I just think its selfish-if money is not an issue- to have children and then not be arsed to spend time with them because you'd rather be doing a carreer. Small children who can't say how they feel must feel pretty rotten in a nursery situation if something upsets them and they want their mum to comfort them.
My sister did nannying for a while and so did a couple of friends. All said that the kids wanted their mum anytime they hurt themselves or felt ill etc.
It is hard to give up a career and do the mum thing. I had my own very successful business for 11 years before I had a baby and I have found it a huge shock at how hard parenting is. But its my duty to care for her and now it is not the chore it was.
Someone else said about her son being really sociable and she felt he'd have been happier in a nursery. My dd is extremely sociable so I have really gone out of my way to meet new mums and form friendships so that dd plays everyday with different kids. With me nearby she is confident to go off and play happily because she knows if she gets upset I am there in the background.
Anyway I am aware its not right for me to judge other parents because its really out of order, I just feel very strongly about children needing to feel loved which is unfortunately not what they will experience in the days that they are at nursery.

Judy1234 · 29/04/2007 08:04

Oh dear, herts that's just what we don't want women doing in 2007. Mya be in 20 years when we're well beyond all those years of inequality at work for women but not now. If anyone should give up work at the moment it should be men as the default position.

On sj's point about if women work they still end up doing most housework they shouldn't let it be so. A lot of us don't and marry men who think things shoudl be fair and are able to achieve a fair balance at home. Women who don't are idiots and deserve all the inequities that they get.

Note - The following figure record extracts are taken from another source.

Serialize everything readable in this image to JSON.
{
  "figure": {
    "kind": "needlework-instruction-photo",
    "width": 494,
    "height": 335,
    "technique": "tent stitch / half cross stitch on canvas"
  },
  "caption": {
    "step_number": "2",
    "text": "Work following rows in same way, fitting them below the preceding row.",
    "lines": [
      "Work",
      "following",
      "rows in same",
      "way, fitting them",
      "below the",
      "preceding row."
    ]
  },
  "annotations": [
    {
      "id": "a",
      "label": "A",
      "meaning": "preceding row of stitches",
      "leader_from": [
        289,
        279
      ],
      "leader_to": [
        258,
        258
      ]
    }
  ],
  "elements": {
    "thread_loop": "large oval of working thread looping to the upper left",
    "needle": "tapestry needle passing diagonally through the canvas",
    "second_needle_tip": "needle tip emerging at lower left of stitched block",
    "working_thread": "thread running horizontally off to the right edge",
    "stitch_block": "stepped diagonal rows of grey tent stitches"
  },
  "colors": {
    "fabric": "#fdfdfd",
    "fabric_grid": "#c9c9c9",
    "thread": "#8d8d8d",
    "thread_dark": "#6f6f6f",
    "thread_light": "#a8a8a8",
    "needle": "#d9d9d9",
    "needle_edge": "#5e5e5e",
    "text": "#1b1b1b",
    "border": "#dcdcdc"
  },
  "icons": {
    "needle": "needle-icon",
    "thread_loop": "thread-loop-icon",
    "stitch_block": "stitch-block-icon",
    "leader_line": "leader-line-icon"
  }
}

Judy1234 · 29/04/2007 08:07

man, with a love bond if the issue. Under 5s whose parent work do have a love bond. 4 in 5 woemn with under 5s work. Their children are find, bonded, adjusted, loved and have a security and comfort of khonwing the pattern of their days, cuddles from parents, then left with their loved nanny or child minder then one parent home by about 6 etc. It works fine and should not be a reason not to work if you're male or female but if a parent really cannot bear to be parted from the child which can be a father as well as a mother or else the father's wage is just a McDonald's wage (or the mother's for that matter if she's been so silly as to choose a low paid career..... take your daughters in hand over this today...) then I can see the economics of not working can work out but that's because fhte defective career choice usually.

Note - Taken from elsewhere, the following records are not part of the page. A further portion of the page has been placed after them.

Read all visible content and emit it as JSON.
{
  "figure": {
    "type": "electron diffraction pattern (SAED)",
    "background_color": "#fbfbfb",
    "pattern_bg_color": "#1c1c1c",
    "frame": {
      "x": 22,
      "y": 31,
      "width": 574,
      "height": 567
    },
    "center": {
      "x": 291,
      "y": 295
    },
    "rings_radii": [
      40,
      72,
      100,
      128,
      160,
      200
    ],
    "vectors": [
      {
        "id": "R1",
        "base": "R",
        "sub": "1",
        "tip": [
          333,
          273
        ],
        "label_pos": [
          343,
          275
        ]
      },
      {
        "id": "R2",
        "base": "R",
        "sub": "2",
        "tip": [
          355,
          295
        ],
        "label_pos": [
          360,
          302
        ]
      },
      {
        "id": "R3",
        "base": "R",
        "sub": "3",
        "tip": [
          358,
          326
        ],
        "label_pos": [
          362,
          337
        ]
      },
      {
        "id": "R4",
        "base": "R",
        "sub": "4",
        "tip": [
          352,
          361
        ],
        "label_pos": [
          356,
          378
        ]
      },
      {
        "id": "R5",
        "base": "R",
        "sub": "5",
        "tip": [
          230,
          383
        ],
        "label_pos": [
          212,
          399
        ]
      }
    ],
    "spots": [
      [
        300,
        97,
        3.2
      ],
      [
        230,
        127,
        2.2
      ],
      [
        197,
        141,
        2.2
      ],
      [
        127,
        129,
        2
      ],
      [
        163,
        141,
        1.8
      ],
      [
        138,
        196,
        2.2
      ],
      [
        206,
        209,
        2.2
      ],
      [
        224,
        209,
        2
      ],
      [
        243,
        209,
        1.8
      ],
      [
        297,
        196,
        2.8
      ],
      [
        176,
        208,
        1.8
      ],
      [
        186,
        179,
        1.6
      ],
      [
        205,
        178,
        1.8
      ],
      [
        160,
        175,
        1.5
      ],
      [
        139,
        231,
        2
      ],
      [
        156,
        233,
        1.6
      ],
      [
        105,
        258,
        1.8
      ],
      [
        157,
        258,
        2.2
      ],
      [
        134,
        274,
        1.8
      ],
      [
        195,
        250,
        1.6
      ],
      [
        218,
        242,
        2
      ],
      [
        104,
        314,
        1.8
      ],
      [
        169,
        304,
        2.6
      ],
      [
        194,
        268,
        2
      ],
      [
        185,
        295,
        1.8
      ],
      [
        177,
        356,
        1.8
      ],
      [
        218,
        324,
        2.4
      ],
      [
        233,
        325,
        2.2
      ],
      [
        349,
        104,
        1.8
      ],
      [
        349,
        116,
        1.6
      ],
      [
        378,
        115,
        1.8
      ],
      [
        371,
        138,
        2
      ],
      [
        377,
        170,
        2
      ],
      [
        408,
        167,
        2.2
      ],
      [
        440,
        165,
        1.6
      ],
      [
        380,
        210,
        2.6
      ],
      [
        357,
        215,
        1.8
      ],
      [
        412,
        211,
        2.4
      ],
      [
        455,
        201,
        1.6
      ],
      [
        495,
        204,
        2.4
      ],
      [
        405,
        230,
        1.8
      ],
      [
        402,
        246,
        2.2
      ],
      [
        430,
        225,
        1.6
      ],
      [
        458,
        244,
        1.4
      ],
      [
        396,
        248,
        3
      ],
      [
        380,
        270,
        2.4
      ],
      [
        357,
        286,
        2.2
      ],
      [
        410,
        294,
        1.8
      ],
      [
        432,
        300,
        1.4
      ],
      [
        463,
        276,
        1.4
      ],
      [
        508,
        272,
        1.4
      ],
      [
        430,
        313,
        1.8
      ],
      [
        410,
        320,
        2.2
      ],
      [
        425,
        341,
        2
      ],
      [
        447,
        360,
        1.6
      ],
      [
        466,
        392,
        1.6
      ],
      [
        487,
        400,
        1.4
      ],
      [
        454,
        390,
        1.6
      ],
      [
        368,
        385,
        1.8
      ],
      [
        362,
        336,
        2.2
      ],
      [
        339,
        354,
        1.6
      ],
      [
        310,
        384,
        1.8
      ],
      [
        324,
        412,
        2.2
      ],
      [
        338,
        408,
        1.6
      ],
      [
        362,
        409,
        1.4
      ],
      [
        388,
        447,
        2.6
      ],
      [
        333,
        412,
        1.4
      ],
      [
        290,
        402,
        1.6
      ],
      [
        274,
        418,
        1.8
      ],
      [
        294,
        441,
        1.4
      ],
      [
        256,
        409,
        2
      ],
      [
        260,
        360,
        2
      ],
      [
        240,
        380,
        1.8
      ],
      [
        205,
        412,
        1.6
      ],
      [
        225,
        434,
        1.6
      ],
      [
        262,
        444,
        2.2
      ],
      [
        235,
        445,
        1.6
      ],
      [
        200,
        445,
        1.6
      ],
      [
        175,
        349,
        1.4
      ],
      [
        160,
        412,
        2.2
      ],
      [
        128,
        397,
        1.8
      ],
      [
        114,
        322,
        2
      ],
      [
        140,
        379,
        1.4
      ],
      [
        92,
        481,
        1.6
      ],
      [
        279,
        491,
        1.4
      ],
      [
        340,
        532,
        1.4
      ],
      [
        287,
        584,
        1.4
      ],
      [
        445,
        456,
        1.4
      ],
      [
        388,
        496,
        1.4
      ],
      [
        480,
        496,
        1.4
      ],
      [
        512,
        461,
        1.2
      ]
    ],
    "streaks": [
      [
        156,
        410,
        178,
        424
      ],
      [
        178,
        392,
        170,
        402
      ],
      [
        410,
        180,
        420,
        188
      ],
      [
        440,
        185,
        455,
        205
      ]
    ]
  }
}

Daisybump · 29/04/2007 08:19

heartsnessex....what wise things you have said.....I'm about to have my second baby and hope to do something similar careerwise...re-assuring to know that it is possible. think my DH currently feels a bit like OP, and a lot of the sentiments here echo our own lives at the moment....I think in this day and age, it is difficult for Dads as they are expected to do much more than our own dads did....my advice to OP....don't stop communicating with your DW...tell her how you feel, don't stop cuddling her and share as much spare time together as you can.

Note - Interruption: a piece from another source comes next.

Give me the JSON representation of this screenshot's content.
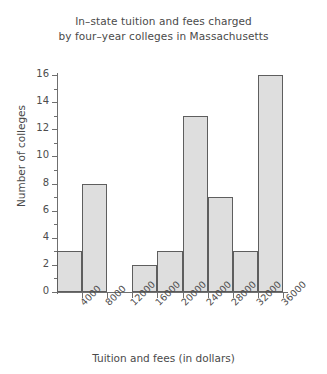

1st time I've posted in the men's room...sorry for crashing in like this

hertsnessex · 29/04/2007 10:04

xenia, what do you mean by 'thats not what we want women doing in 2007' ??

Daisybump, go for it, we are all much happier.

Cx

p.s. if i want to return to the city i could, but i love my new career so much more and the money didnt make up for the unhappiness i felt at leaving the boys 6am-8pm four days a week.

cx

SweetyDarling · 29/04/2007 10:32

Manuka, Surely the children scanned for results of having no love-bond would have been children raised in third-world orphanages etc not children who's parent's work!?
My parents worked and I can certainly say I loved them just as much as any child with unemployed parents who are home all day!